What MAJC Is Building

MAJC, which debuted with a culinary council led by James Beard Award-winning chef Andrew Zimmern and Darden Restaurants Chief People Officer Sarah King, is the world’s largest full-service restaurant company, according to a February press release.

The company’s focus sits at the intersection of hiring infrastructure and retention culture, which are two problems operators have historically addressed through separate tools and instinct rather than integrated platforms.

Small operators, in particular, struggle to fill roles across HR, marketing and accounting while competing with better-resourced chains, the release said. Hourly employees often lack clear career advancement tracks, a gap the platform aims to close.

“Hospitality has always been about people, and MAJC understands that technology should support, not replace, that reality,” King said in the release. “By combining AI with the power of an expert community and learning academy, MAJC is democratizing access to software and systems that help operators attract, develop and retain great talent, improving their bottom line and strengthening the entire industry.”

Labor as a Technology Problem

MAJC’s rollout reflects a broader shift in how the restaurant industry is framing its workforce challenge.

Nation’s Restaurant News reported in December that labor shortages dominated operator concerns heading into 2026, with immigration reform and rising costs compounding the pressure.

“As restaurant operators navigate rising costs and workforce constraints, AI is emerging as a potentially material lever for long-term growth and sustainability,” Mark Wasilefsky, head of TD Bank’s Restaurant Franchise Finance Group, said in a statement.

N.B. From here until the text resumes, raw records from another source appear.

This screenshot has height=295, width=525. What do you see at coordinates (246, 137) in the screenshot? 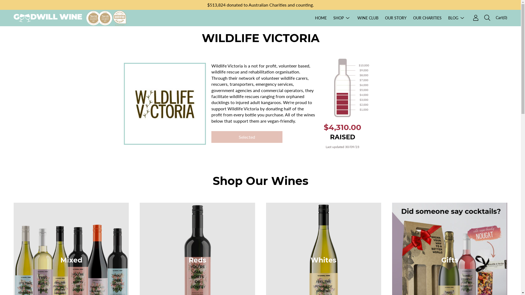
I see `Selected` at bounding box center [246, 137].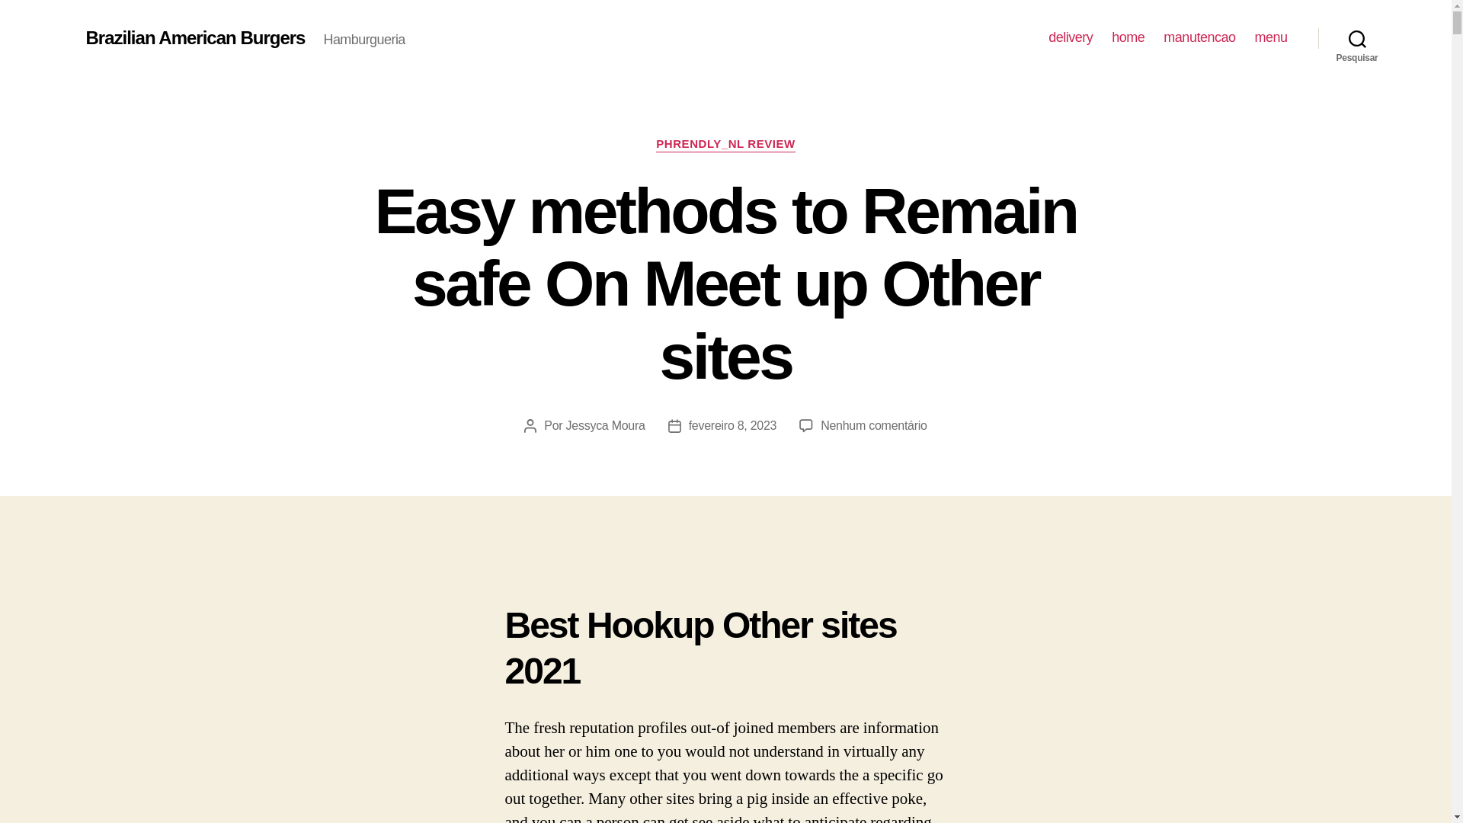 The image size is (1463, 823). I want to click on menu, so click(1270, 37).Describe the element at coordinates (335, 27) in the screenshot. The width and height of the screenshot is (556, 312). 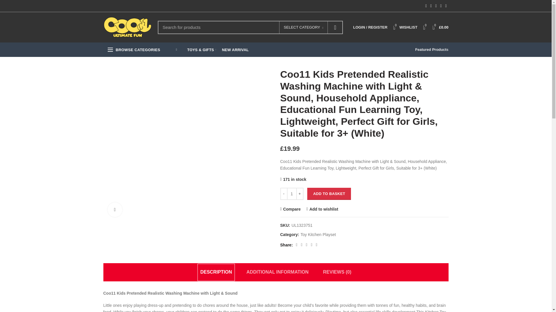
I see `My Wishlist` at that location.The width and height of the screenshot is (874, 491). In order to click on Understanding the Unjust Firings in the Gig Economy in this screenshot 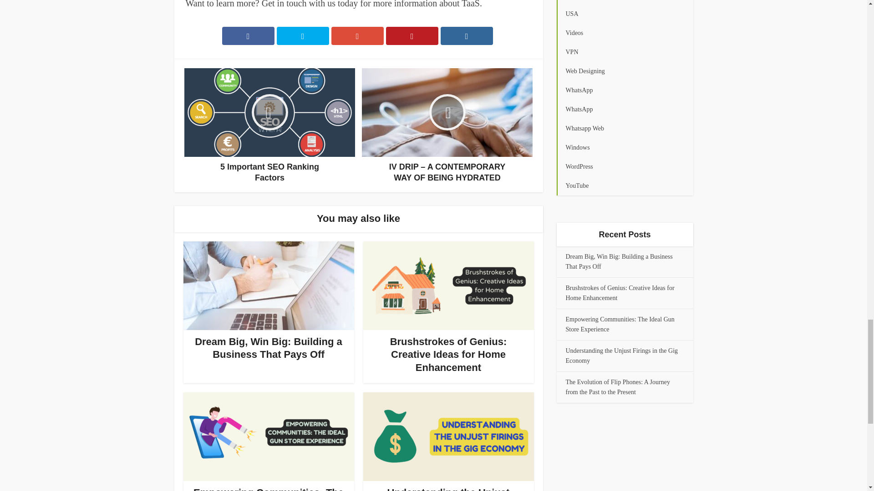, I will do `click(448, 490)`.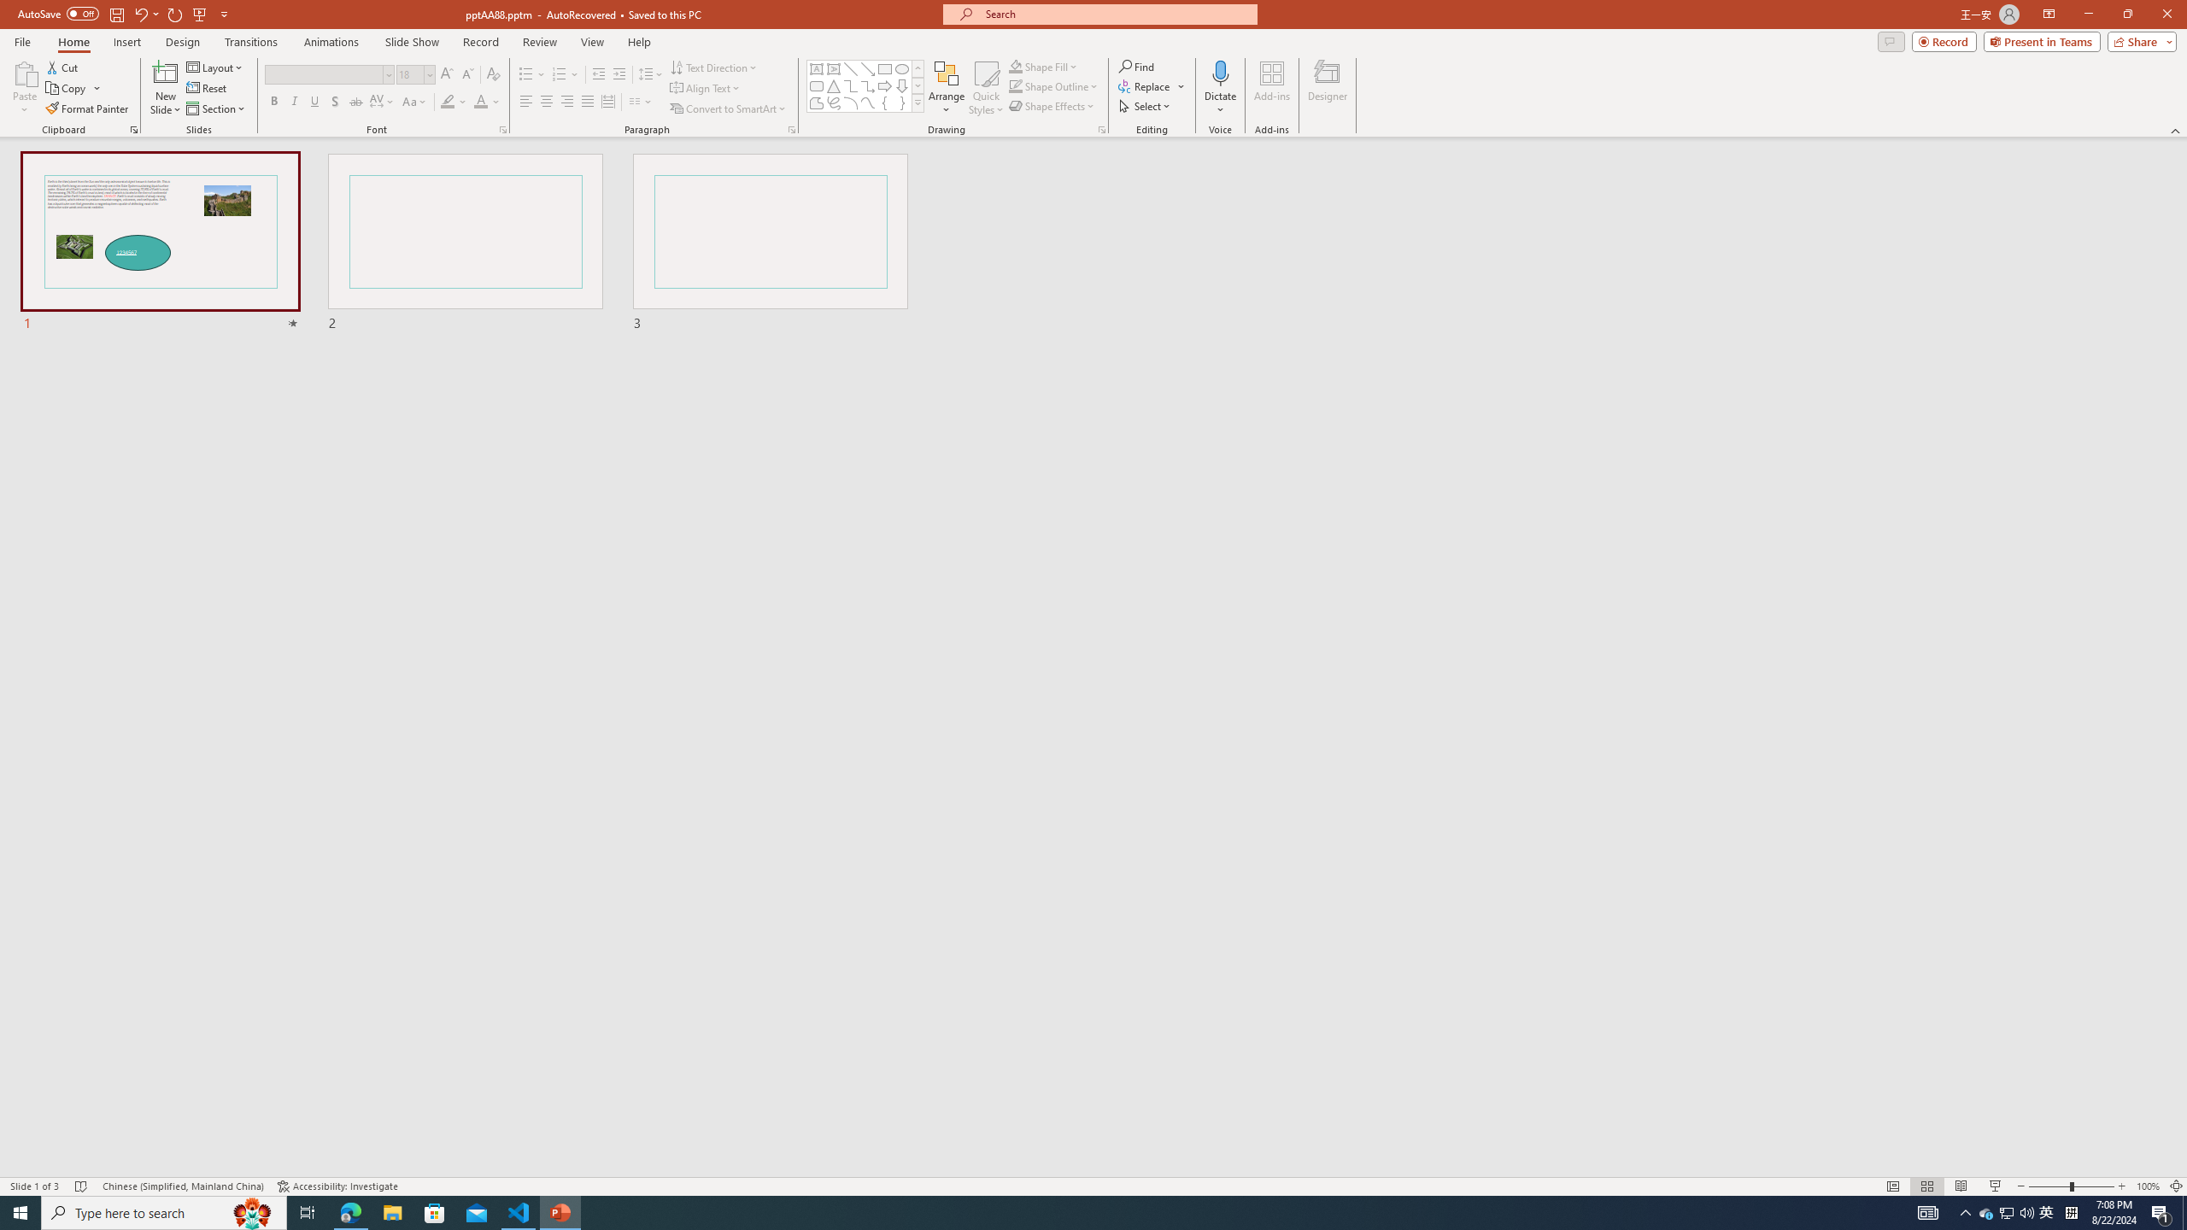 The image size is (2187, 1230). Describe the element at coordinates (466, 75) in the screenshot. I see `Decrease Font Size` at that location.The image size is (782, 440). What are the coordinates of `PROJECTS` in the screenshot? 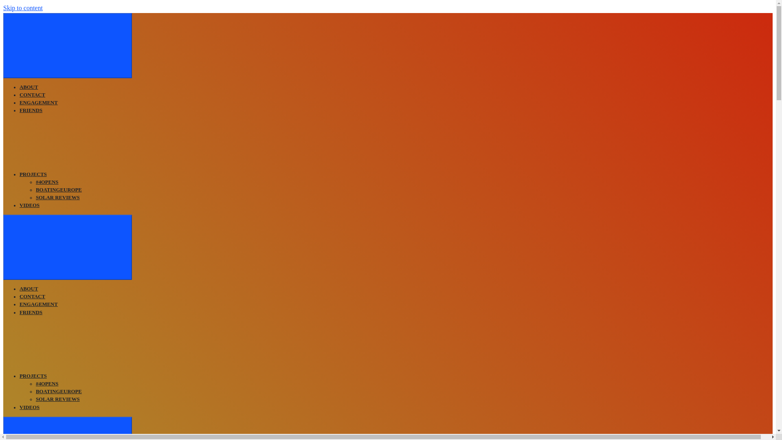 It's located at (33, 174).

The National Restaurant Association found that technology and AI are creating measurable gains in hiring speed, workforce efficiency and scheduling. Multilingual AI-powered hiring tools reduced Chipotle’s application-to-start date from 12 days to 4, nearly doubled applicant flow and pushed application completion rates from roughly 50% to nearly 85%.

Southern Rock Restaurants also uses lightweight digital tools, including QR codes and text-to-apply features, to streamline hiring. Those tools strengthen employee referral programs, long considered one of the restaurant industry’s most reliable recruiting methods, by letting candidates quickly submit applications wherever they are.